Tuesday, February 1, 2011

Day 16 Thirsty? Bloody Dry!



27th January 2011
Thirsty Sound
Australian Mainland

03.00 What the bloody hell was that? Dreamagic started rolling like your knickers in the spin cycle. A meerkat check out of the forward hatch showed that the sea was now coming into the bay from abeam and Dreamagic didn’t like it at all. The wind had picked up too and last nights’ washing up was now on the galley floor, together with anything else that wanted a go at bungy jumping from a flat surface. We did our now traditional nude dance around the boat looking for anything that could damage more than it had before making an executive decision that what had fallen could fall no more, and what hadn’t fallen was unlikely to. It can wait until the morning.

04.30 What the hell is this? Rain is now coming in through the forward hatch, which means it is also coming in through every other hatch in the boat. Take your partners please for the naked waltz through the boat frantically shutting hatches, thereby turning the boat into the worlds only floating sauna.

05.00 Bugger it! We got up, opened the hatches and started the motor. The weather was clear, but the wind was gusting 20 knts. Up anchor and head out for somewhere south. With the wind blowing from SE the chart showed that the Duke Islands were sort of on the way. However Alan Lucas’s cruising guide said that all were poor anchorages except Hunter Island, 24 nms away.

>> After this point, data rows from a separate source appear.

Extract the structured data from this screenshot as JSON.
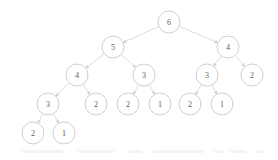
{
  "figure": {
    "background_color": "#ffffff",
    "node_fill": "#ffffff",
    "node_stroke": "#c9c9c9",
    "edge_color": "#d6d6d6",
    "label_color": "#5a5a5a",
    "node_radius": 11
  },
  "chart_data": {
    "type": "diagram",
    "diagram_kind": "tree",
    "directed": true,
    "edge_style": "straight-with-arrowhead",
    "nodes": [
      {
        "id": "n0",
        "label": "6",
        "x": 169,
        "y": 22,
        "depth": 0
      },
      {
        "id": "n1",
        "label": "5",
        "x": 113,
        "y": 47,
        "depth": 1
      },
      {
        "id": "n2",
        "label": "4",
        "x": 228,
        "y": 47,
        "depth": 1
      },
      {
        "id": "n3",
        "label": "4",
        "x": 77,
        "y": 75,
        "depth": 2
      },
      {
        "id": "n4",
        "label": "3",
        "x": 144,
        "y": 75,
        "depth": 2
      },
      {
        "id": "n5",
        "label": "3",
        "x": 207,
        "y": 75,
        "depth": 2
      },
      {
        "id": "n6",
        "label": "2",
        "x": 252,
        "y": 75,
        "depth": 2
      },
      {
        "id": "n7",
        "label": "3",
        "x": 48,
        "y": 104,
        "depth": 3
      },
      {
        "id": "n8",
        "label": "2",
        "x": 96,
        "y": 104,
        "depth": 3
      },
      {
        "id": "n9",
        "label": "2",
        "x": 128,
        "y": 104,
        "depth": 3
      },
      {
        "id": "n10",
        "label": "1",
        "x": 160,
        "y": 104,
        "depth": 3
      },
      {
        "id": "n11",
        "label": "2",
        "x": 190,
        "y": 104,
        "depth": 3
      },
      {
        "id": "n12",
        "label": "1",
        "x": 222,
        "y": 104,
        "depth": 3
      },
      {
        "id": "n13",
        "label": "2",
        "x": 33,
        "y": 133,
        "depth": 4
      },
      {
        "id": "n14",
        "label": "1",
        "x": 64,
        "y": 133,
        "depth": 4
      }
    ],
    "edges": [
      {
        "from": "n0",
        "to": "n1"
      },
      {
        "from": "n0",
        "to": "n2"
      },
      {
        "from": "n1",
        "to": "n3"
      },
      {
        "from": "n1",
        "to": "n4"
      },
      {
        "from": "n2",
        "to": "n5"
      },
      {
        "from": "n2",
        "to": "n6"
      },
      {
        "from": "n3",
        "to": "n7"
      },
      {
        "from": "n3",
        "to": "n8"
      },
      {
        "from": "n4",
        "to": "n9"
      },
      {
        "from": "n4",
        "to": "n10"
      },
      {
        "from": "n5",
        "to": "n11"
      },
      {
        "from": "n5",
        "to": "n12"
      },
      {
        "from": "n7",
        "to": "n13"
      },
      {
        "from": "n7",
        "to": "n14"
      }
    ]
  },
  "artifacts": {
    "ghost_blobs": [
      {
        "x": 22,
        "y": 150,
        "w": 42
      },
      {
        "x": 78,
        "y": 150,
        "w": 36
      },
      {
        "x": 128,
        "y": 150,
        "w": 14
      },
      {
        "x": 152,
        "y": 150,
        "w": 52
      },
      {
        "x": 214,
        "y": 150,
        "w": 10
      },
      {
        "x": 230,
        "y": 150,
        "w": 16
      },
      {
        "x": 256,
        "y": 150,
        "w": 8
      }
    ]
  }
}
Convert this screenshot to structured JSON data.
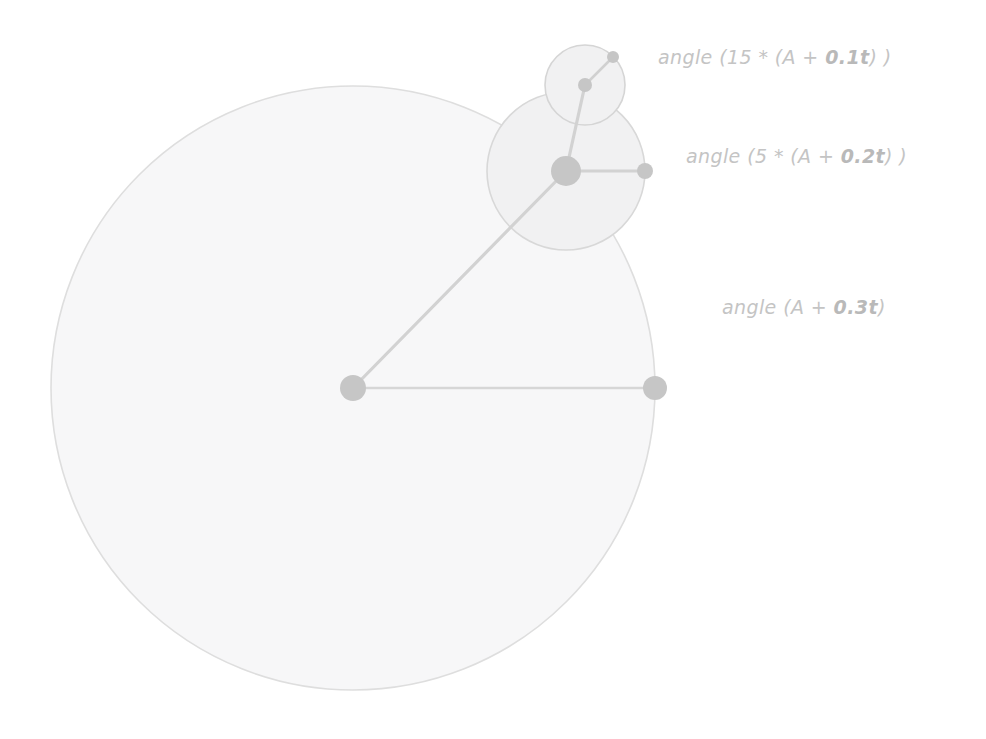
{
  "canvas": {
    "width": 986,
    "height": 739,
    "background": "#ffffff",
    "title": "Nested rotating angle diagram"
  },
  "style": {
    "circle_fill": "#f7f7f8",
    "circle_stroke": "#dedede",
    "node_fill": "#c6c6c6",
    "spoke_stroke": "#d4d4d4",
    "label_color": "#c4c4c4",
    "label_bold_color": "#b9b9b9"
  },
  "labels": [
    {
      "id": "label-inner",
      "prefix": "angle (15 * (A + ",
      "bold": "0.1t",
      "suffix": ") )",
      "full_text": "angle (15 * (A + 0.1t) )",
      "x": 658,
      "y": 46
    },
    {
      "id": "label-middle",
      "prefix": "angle (5 * (A + ",
      "bold": "0.2t",
      "suffix": ") )",
      "full_text": "angle (5 * (A + 0.2t) )",
      "x": 686,
      "y": 145
    },
    {
      "id": "label-outer",
      "prefix": "angle (A + ",
      "bold": "0.3t",
      "suffix": ")",
      "full_text": "angle (A + 0.3t)",
      "x": 722,
      "y": 296
    }
  ],
  "chart_data": {
    "type": "diagram",
    "circles": [
      {
        "name": "outer-circle",
        "level": 1,
        "cx": 353,
        "cy": 388,
        "r": 302,
        "hub_r": 13,
        "rim_node_r": 12,
        "rim_node_x": 655,
        "rim_node_y": 388,
        "spoke_angle_deg": 0,
        "label": "angle (A + 0.3t)",
        "angle_expression": "A + 0.3t",
        "multiplier": 1,
        "rate": 0.3
      },
      {
        "name": "middle-circle",
        "level": 2,
        "cx": 566,
        "cy": 171,
        "r": 79,
        "hub_r": 15,
        "rim_node_r": 8,
        "rim_node_x": 645,
        "rim_node_y": 171,
        "spoke_angle_deg": 0,
        "label": "angle (5 * (A + 0.2t) )",
        "angle_expression": "5 * (A + 0.2t)",
        "multiplier": 5,
        "rate": 0.2
      },
      {
        "name": "inner-circle",
        "level": 3,
        "cx": 585,
        "cy": 85,
        "r": 40,
        "hub_r": 7,
        "rim_node_r": 6,
        "rim_node_x": 613,
        "rim_node_y": 57,
        "spoke_angle_deg": -45,
        "label": "angle (15 * (A + 0.1t) )",
        "angle_expression": "15 * (A + 0.1t)",
        "multiplier": 15,
        "rate": 0.1
      }
    ],
    "connectors": [
      {
        "name": "outer-hub-to-middle-hub",
        "x1": 353,
        "y1": 388,
        "x2": 566,
        "y2": 171
      },
      {
        "name": "middle-hub-to-inner-hub",
        "x1": 566,
        "y1": 171,
        "x2": 585,
        "y2": 85
      }
    ]
  }
}
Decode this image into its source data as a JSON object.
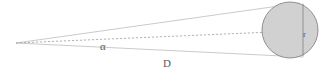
{
  "figure": {
    "background_color": "#ffffff",
    "labels": {
      "angle": "α",
      "distance": "D",
      "radius": "r"
    },
    "colors": {
      "circle_fill": "#cfcfcf",
      "circle_stroke": "#8f8f8f",
      "tangent_line": "#b9b9b9",
      "axis_dashed_line": "#9e9e9e",
      "diameter_line": "#8a8a8a",
      "text": "#5a5a5a"
    },
    "geometry": {
      "apex": {
        "x": 16,
        "y": 43
      },
      "circle": {
        "cx": 290,
        "cy": 30,
        "r": 28
      },
      "diameter_line": {
        "x": 303,
        "y1": 2,
        "y2": 58
      },
      "tangent_upper_end": {
        "x": 300,
        "y": 3
      },
      "tangent_lower_end": {
        "x": 303,
        "y": 57
      },
      "axis_end": {
        "x": 318,
        "y": 30
      }
    }
  }
}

We called Thirsty Sound VMR and gave them our intentions.

By midday we were there, and at first glance they did look unfriendly. Thirsty Sound was only 12 nms further away and was guaranteed a flat sea if little protection from the prevailing wind. We started to cross the aptly named Sandbar Bay towards what the guide said was “Should not be attempted by the inexperienced Sailor”.

Half way across my depth sounder, a usually reliable instrument decided to only read from 20 metres down. As we were in 3.5 metres, and our keel hangs 2 metres under the boat, it certainly knows how to pick its moment. I pleaded with it, offered it a pay rise, improved working conditions, whatever but it steadfastly refused to work. Maybe it was frightened. I know I was.

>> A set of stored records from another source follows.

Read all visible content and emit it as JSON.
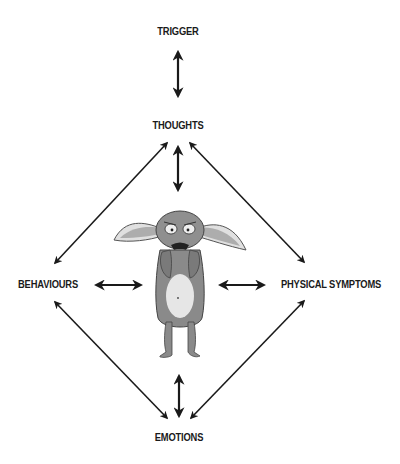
{
  "diagram": {
    "type": "cognitive-behavioural cycle",
    "nodes": {
      "trigger": "TRIGGER",
      "thoughts": "THOUGHTS",
      "behaviours": "BEHAVIOURS",
      "physical_symptoms": "PHYSICAL SYMPTOMS",
      "emotions": "EMOTIONS"
    },
    "edges": [
      {
        "from": "TRIGGER",
        "to": "THOUGHTS",
        "style": "double-arrow"
      },
      {
        "from": "THOUGHTS",
        "to": "BEHAVIOURS",
        "style": "double-arrow"
      },
      {
        "from": "THOUGHTS",
        "to": "PHYSICAL SYMPTOMS",
        "style": "double-arrow"
      },
      {
        "from": "THOUGHTS",
        "to": "CENTRE",
        "style": "double-arrow"
      },
      {
        "from": "BEHAVIOURS",
        "to": "CENTRE",
        "style": "double-arrow"
      },
      {
        "from": "PHYSICAL SYMPTOMS",
        "to": "CENTRE",
        "style": "double-arrow"
      },
      {
        "from": "EMOTIONS",
        "to": "CENTRE",
        "style": "double-arrow"
      },
      {
        "from": "BEHAVIOURS",
        "to": "EMOTIONS",
        "style": "double-arrow"
      },
      {
        "from": "PHYSICAL SYMPTOMS",
        "to": "EMOTIONS",
        "style": "double-arrow"
      }
    ],
    "centre_illustration": "anxious-creature",
    "colors": {
      "ink": "#1a1a1a",
      "creature_body": "#8a8a8a",
      "creature_belly": "#e6e6e6",
      "background": "#ffffff"
    }
  }
}
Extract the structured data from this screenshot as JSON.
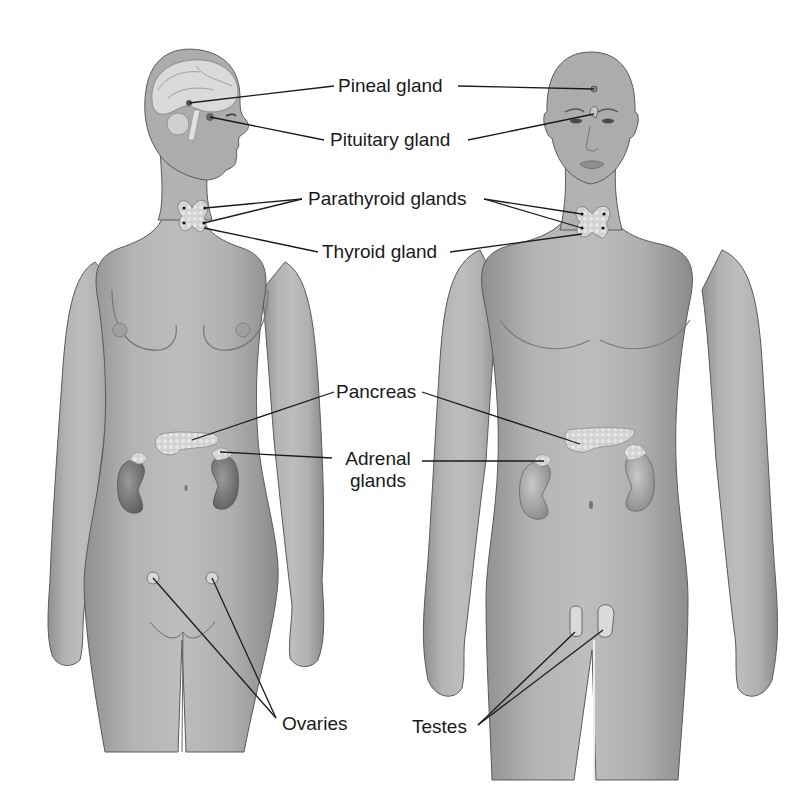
{
  "figure": {
    "colors": {
      "background": "#ffffff",
      "skin": "#a9a9a9",
      "skin_light": "#c4c4c4",
      "skin_dark": "#7d7d7d",
      "outline": "#5a5a5a",
      "gland": "#d6d6d6",
      "kidney": "#6e6e6e",
      "leader_line": "#1a1a1a",
      "label_text": "#1a1a1a"
    },
    "figures": [
      {
        "id": "female",
        "label": "Female figure",
        "position": "left"
      },
      {
        "id": "male",
        "label": "Male figure",
        "position": "right"
      }
    ],
    "labels": {
      "pineal": "Pineal gland",
      "pituitary": "Pituitary gland",
      "parathyroid": "Parathyroid glands",
      "thyroid": "Thyroid gland",
      "pancreas": "Pancreas",
      "adrenal_line1": "Adrenal",
      "adrenal_line2": "glands",
      "ovaries": "Ovaries",
      "testes": "Testes"
    }
  }
}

We came round sandbars, and over unseen humps using C Map, Charts and more luck than judgement until we  finally got to Quail Island. Here there is a rock aptly named “Narrows Rock”. The entry from Alan Lucas’s Cruising the Coral Coast would help illustrate here:

“ Sea and  swell will diminish considerably by the time the narrow entrance is encountered. This is advantageous because by then some anxiety will be felt about the exact location of Narrows Rock. This is impossible to see except, perhaps at low springs. Missing it is guesswork alone…”

Work you bugger! The sounder just sat smugly on 20 metres. I resorted to reading the charts on the saloon table, watching the plotter on this PC but with no view of what is going on outside, shouting “10 Left” or “17 Right” to Rona who, gallantly on the helm was trying to understand how the boat was supposed to go across rather than around a reef clearly just in front of us.

Obviously we made it, or I would not be writing this. Still in very shallow water, but sand rather than rock we cautiously made our way up the protected inlet to an anchorage. Protected by having no water certainly, but the surrounding hills are very low lying, the wind is blowing oysters off the rocks and we circumnavigated the entire island before finding a home about 200 metres from the bank, just inside the mouth of the other, easier to navigate channel back out to sea.

About this time the sounder, realising it was being ignored, came back to life. We anchored on the low tide at about 4.7 metres, soon to become a whopping 11 metres as the flood raced around the island. The water was running so fast that although we were anchored the paddle wheel which registers how fast we are going shows 3 knots. A curiosity of the English language is that a yacht that is fast is either quick, or attached to the bottom. Right now we are both.

 I called VMR Thirsty Sound to log off and we got a weather report for tomorrow. More of the same, getting worse. I just love this sailing. It would be great if we could just get the bloody things up!

Apparently Captain Cook brought the Endeavour in here thinking it was a river. He wanted to get water and careen his hull, (Ground the boat so that he could clean the hull). Finding that it was just an island he did neither. I am proud to say that I did careen.

At 22.00 I heard a noise that sounded like something sliding across the cabin sole. I awoke to find that Dreamagic was heeling at an angle of about 45 degrees. We were aground and being laid down very quickly albeit very gently onto a sandbank. Examination of the smug sounder showed 5.3 meters under the keel which was ridiculous given I had less than a metre under my pillow, which was now resting on the hull! We checked the boat, closed the sea cocks, stowed anything else that wanted to go for a midnight walk and went back to sleeping on the inside of the now horizontal hull. Well, what else could you do?